On the importance of books, manuals, and documentation. Just how important is that "stuff" to you and the enjoyment of your personal collection or system(s)?
Several years ago I took note of how valuable the original owner's manuals and 3rd party books are to owning, operating, and reminiscing-about a classic computer is. The manuals often go into detail about the finer points of firmware operation, like editing functions or the options on a command or its range. They also help you determine if a system is working correctly or not. They are the repository and memory aids for information you may have forgotten over the years.
In thinking about the Apple II I found/find great comfort in the "book's voice" which talks to me the same way as it did when I was in grade school. The author's tutoring voice.

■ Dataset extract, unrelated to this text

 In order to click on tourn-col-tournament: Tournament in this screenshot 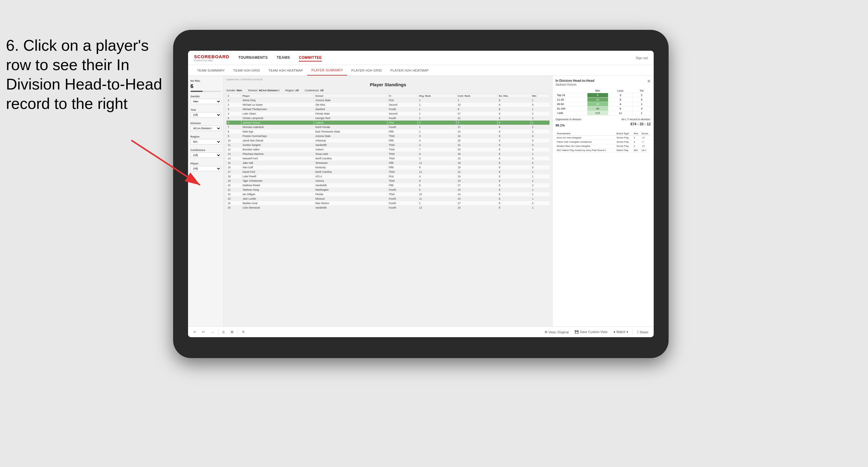, I will do `click(586, 134)`.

I love the Apple II manuals published by Apple. Feels like there's an instructor right beside you. Information contained in them is suitable for a beginner and at the same time is a good reference for developers in some cases. They have register listings, monitor listings, example code, and well phrased lectures.
When I got my Apple II+ it came with something like 800 pages of information spread across 4 or 5 manuals. It was the Family System, and it had a comprehensive "getting-started" guide that took you step-by-step for wiring everything up.

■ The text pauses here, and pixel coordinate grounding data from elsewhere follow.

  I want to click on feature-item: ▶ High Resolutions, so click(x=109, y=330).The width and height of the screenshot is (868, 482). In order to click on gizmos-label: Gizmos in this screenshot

These manuals not only had rote procedures, they also described how the product worked in layman's terms. And to a kid that was fantastic. It set the framework, the groundwork, for further self-paced learning.
Today you struggle with online documentation, getting consistent and reliable access to it. With no guarantees it'll be there in the future. Let alone a 30 year future! Not to mention it's overly simplistic and tells you how to push a button by way of cryptic hieroglyphs.
In fact not too long ago, Adobe killed the on-screen help files of Acrobat X through their Adobe Help Center. One day I went to reference it, look something up, you know, and POOF!! It said the product was no longer supported. And the documentation was gone!
So immediately I restored from a backup and captured the help files and archived them away. And turned off the update process so they remain in-place for the future.